## Raw data
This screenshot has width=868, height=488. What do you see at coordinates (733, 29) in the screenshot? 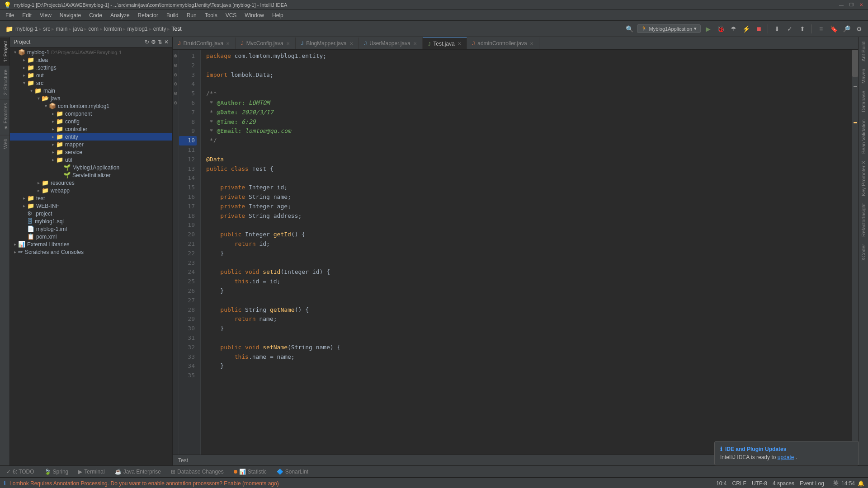
I see `run-with-coverage-button: ☂` at bounding box center [733, 29].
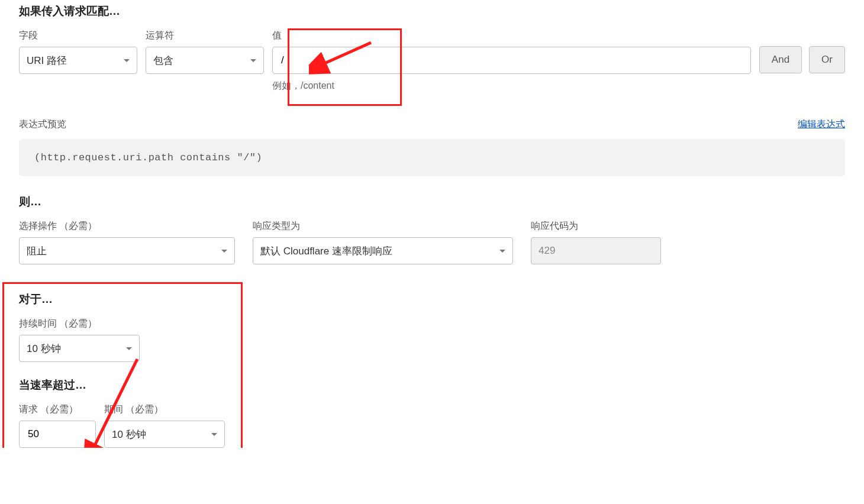 This screenshot has width=864, height=504. I want to click on response-code-value: 429, so click(547, 251).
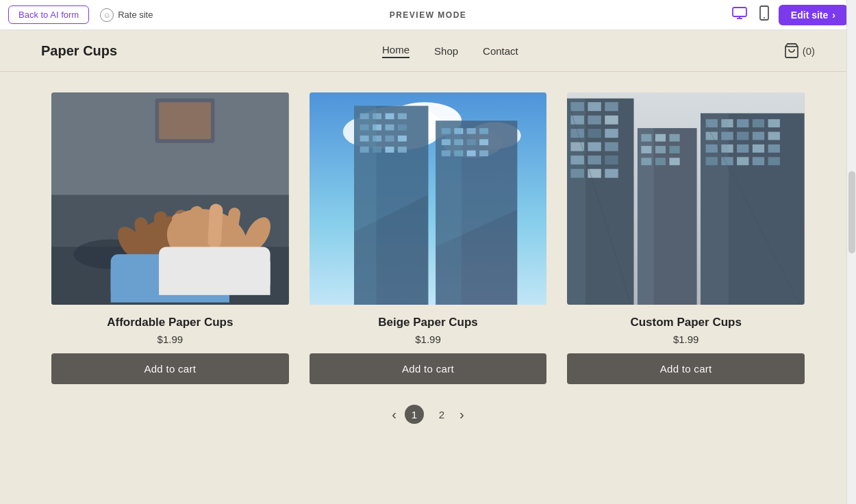  Describe the element at coordinates (126, 15) in the screenshot. I see `rate-site-button: ☺ Rate site` at that location.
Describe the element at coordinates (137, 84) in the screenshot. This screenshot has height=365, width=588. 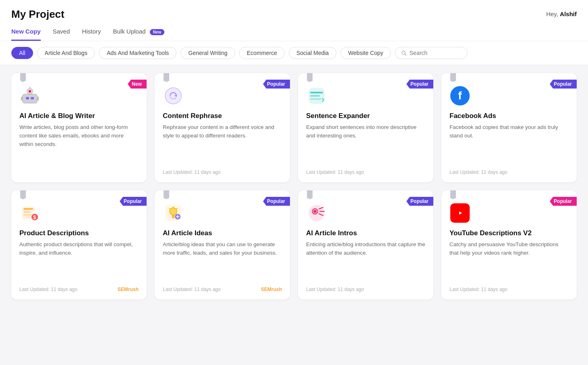
I see `card-badge-new: New` at that location.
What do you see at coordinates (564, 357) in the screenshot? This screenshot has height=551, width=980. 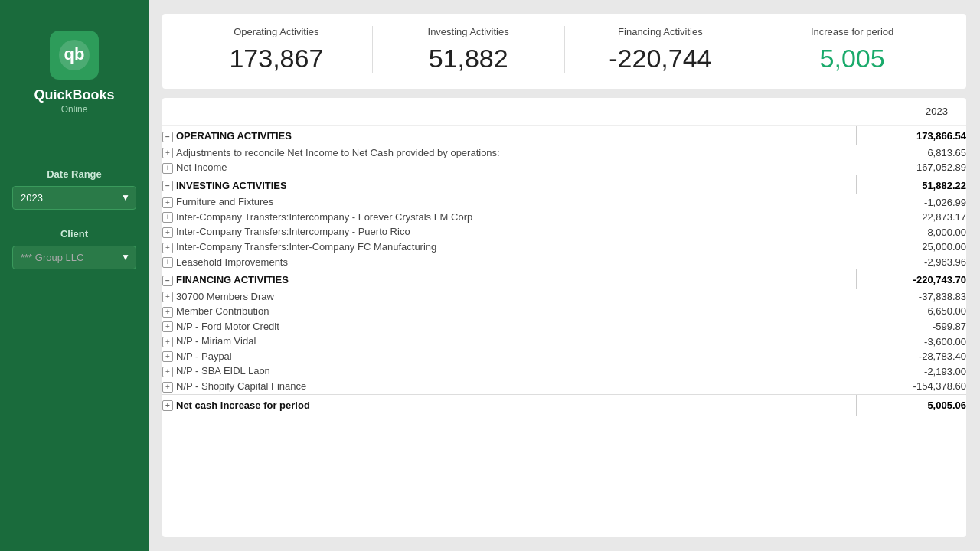 I see `table-row: +N/P - Paypal -28,783.40` at bounding box center [564, 357].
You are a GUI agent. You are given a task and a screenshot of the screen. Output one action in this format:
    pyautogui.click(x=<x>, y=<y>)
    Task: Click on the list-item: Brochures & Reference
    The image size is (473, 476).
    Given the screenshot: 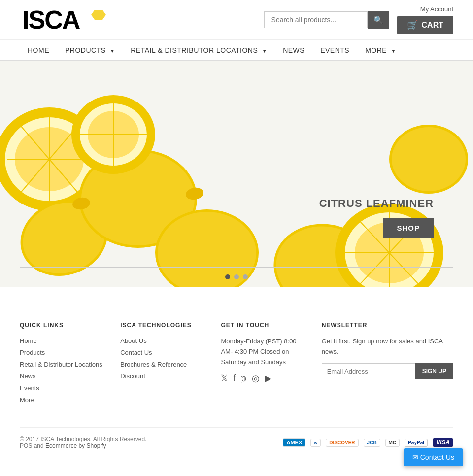 What is the action you would take?
    pyautogui.click(x=163, y=364)
    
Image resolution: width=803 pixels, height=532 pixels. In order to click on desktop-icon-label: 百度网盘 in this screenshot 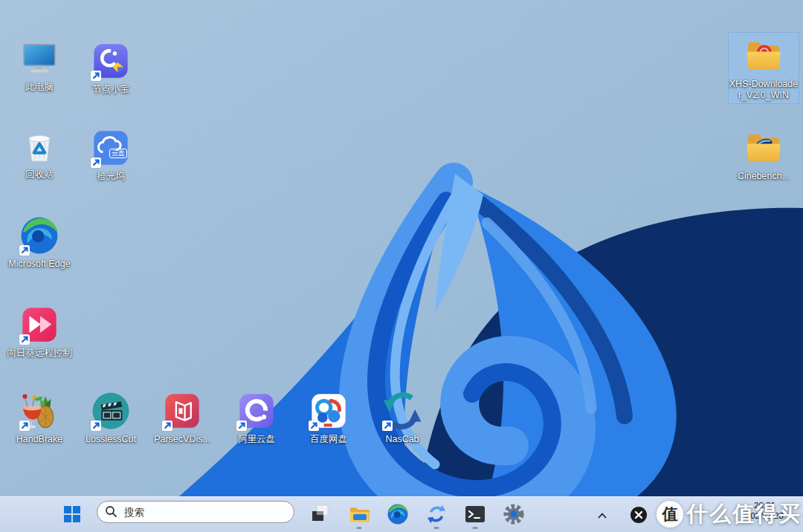, I will do `click(329, 440)`.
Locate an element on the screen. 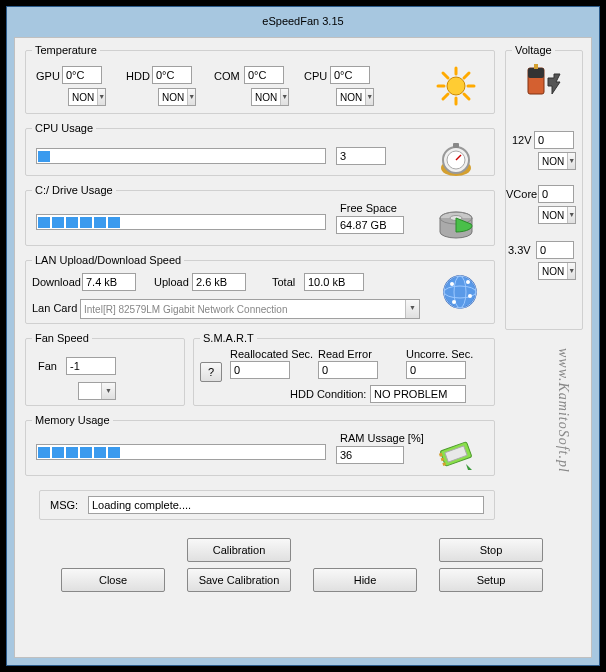  cpu-value is located at coordinates (350, 75).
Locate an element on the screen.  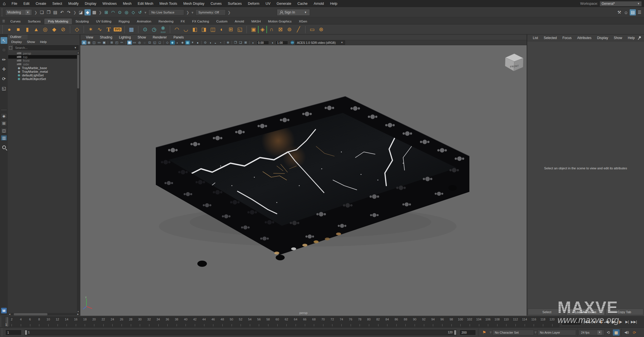
grid-icon: ▦ is located at coordinates (130, 43).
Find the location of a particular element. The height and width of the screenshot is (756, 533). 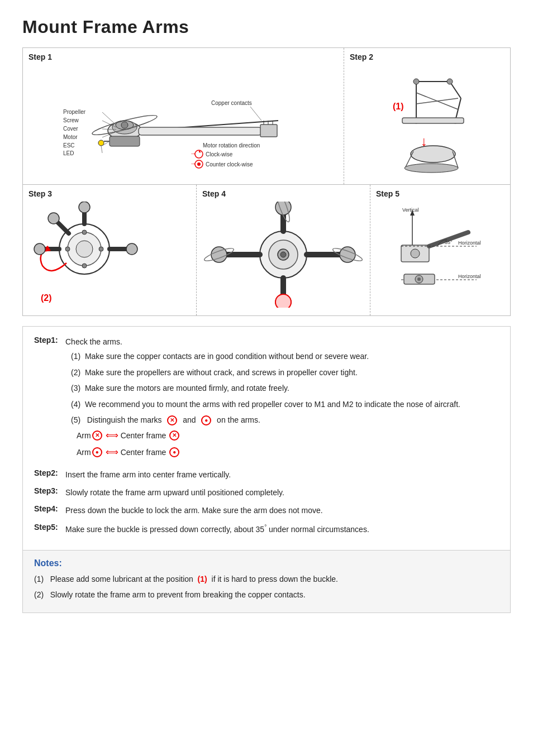

svg-text: Screw is located at coordinates (72, 121).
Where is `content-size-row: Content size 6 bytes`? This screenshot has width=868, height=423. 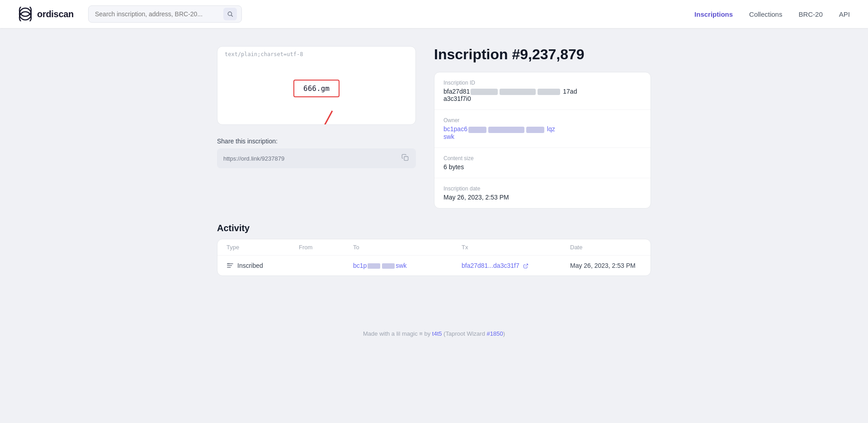
content-size-row: Content size 6 bytes is located at coordinates (542, 163).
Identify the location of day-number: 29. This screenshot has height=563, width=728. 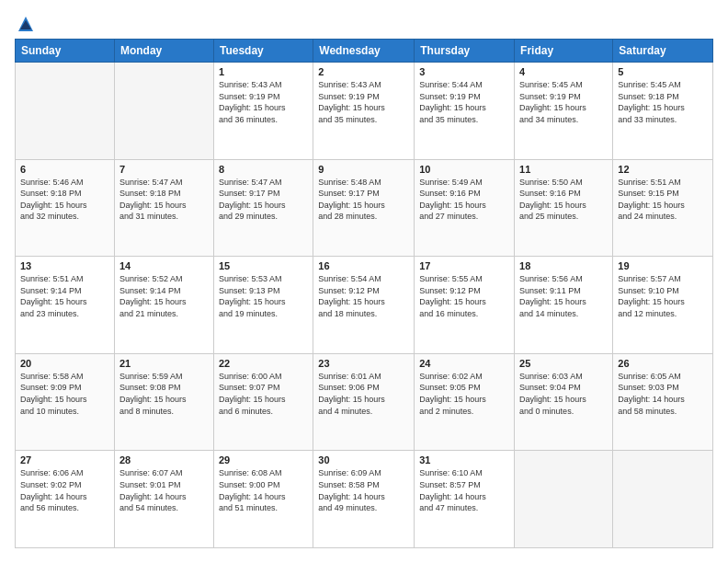
(263, 460).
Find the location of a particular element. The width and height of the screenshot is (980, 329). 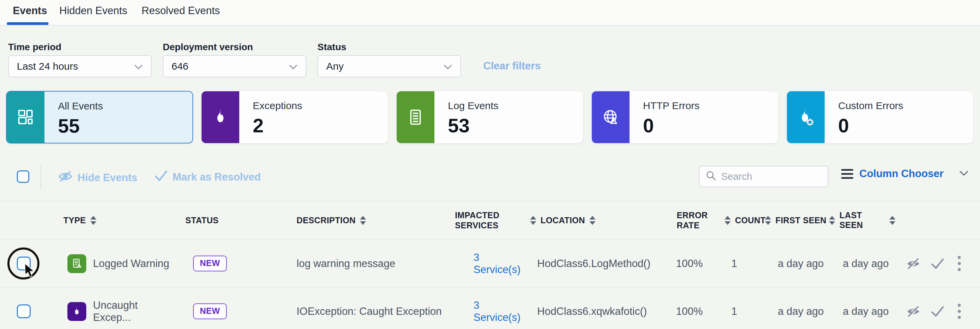

column-label: COUNT is located at coordinates (750, 221).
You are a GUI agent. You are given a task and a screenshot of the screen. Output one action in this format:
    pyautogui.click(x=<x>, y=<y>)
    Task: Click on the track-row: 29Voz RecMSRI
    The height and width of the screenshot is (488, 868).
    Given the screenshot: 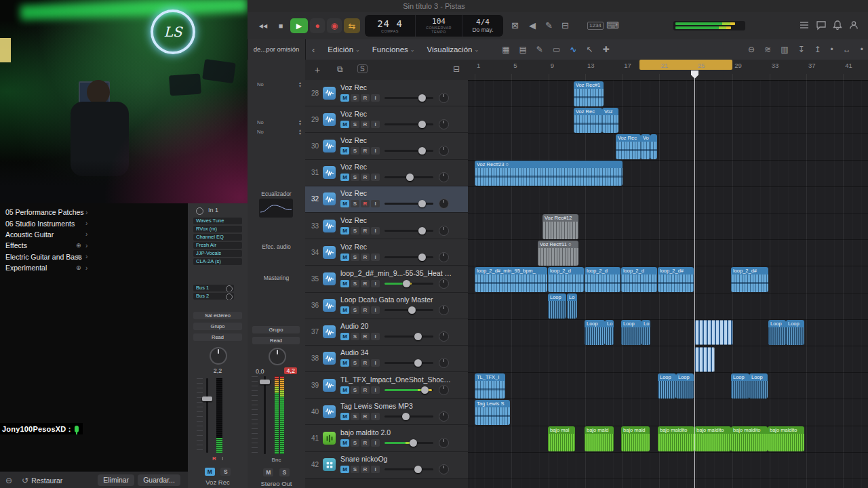 What is the action you would take?
    pyautogui.click(x=387, y=119)
    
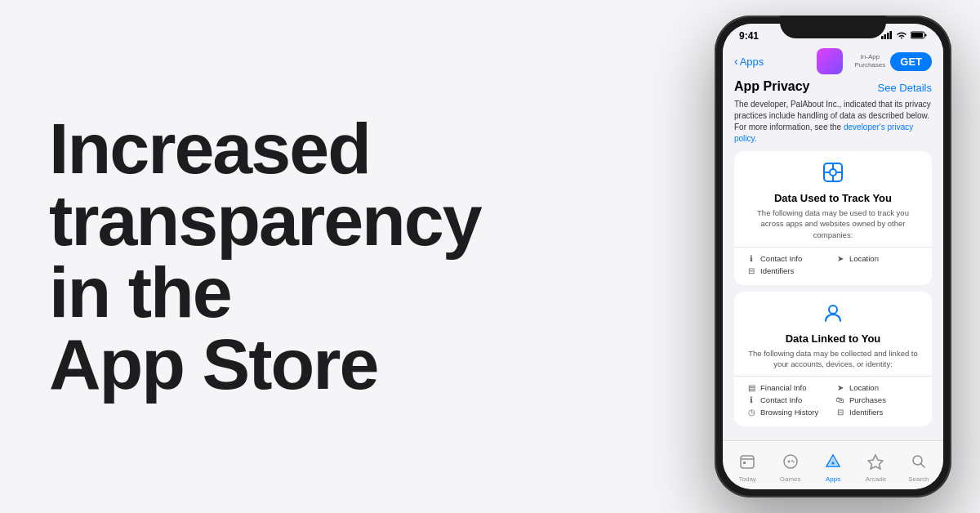 The image size is (980, 513). What do you see at coordinates (751, 400) in the screenshot?
I see `contact2-icon: ℹ` at bounding box center [751, 400].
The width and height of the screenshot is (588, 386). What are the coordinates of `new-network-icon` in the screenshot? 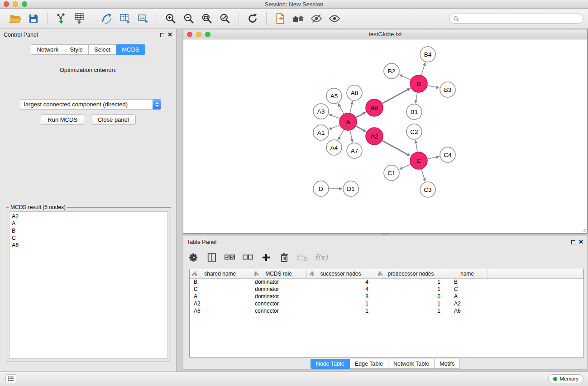 It's located at (107, 19).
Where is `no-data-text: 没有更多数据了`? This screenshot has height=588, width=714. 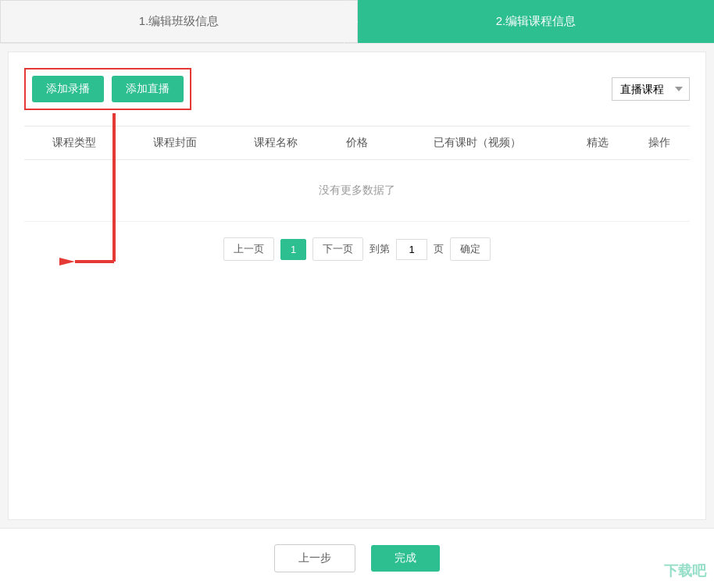 no-data-text: 没有更多数据了 is located at coordinates (357, 191).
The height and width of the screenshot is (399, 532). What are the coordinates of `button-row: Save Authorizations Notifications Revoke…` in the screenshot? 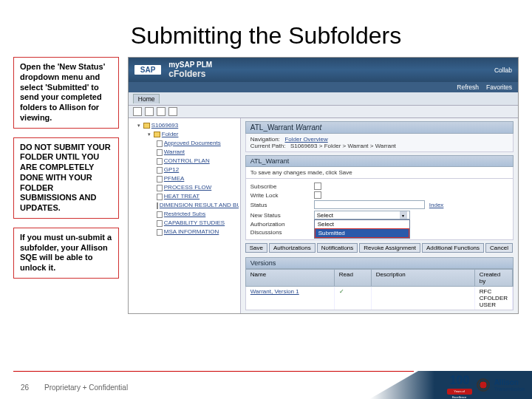 It's located at (380, 248).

## Problem description
With the pictures omitted, restate word for word the lines above from the line that has "Identify the location" up to and including the line that has "The height and width of the screenshot is (488, 868).", and no other lines.

## Solved exercise
Identify the location of day-number: 29. This screenshot has height=563, width=728. 
(263, 460).
Find the location of a particular element. The width and height of the screenshot is (980, 329). 

column-label: COUNT is located at coordinates (750, 221).
You are a GUI agent. You are given a task and a screenshot of the screen. Output one action in this format:
    pyautogui.click(x=<x>, y=<y>)
    Task: Click on the track-row: 29Voz RecMSRI
    The height and width of the screenshot is (488, 868).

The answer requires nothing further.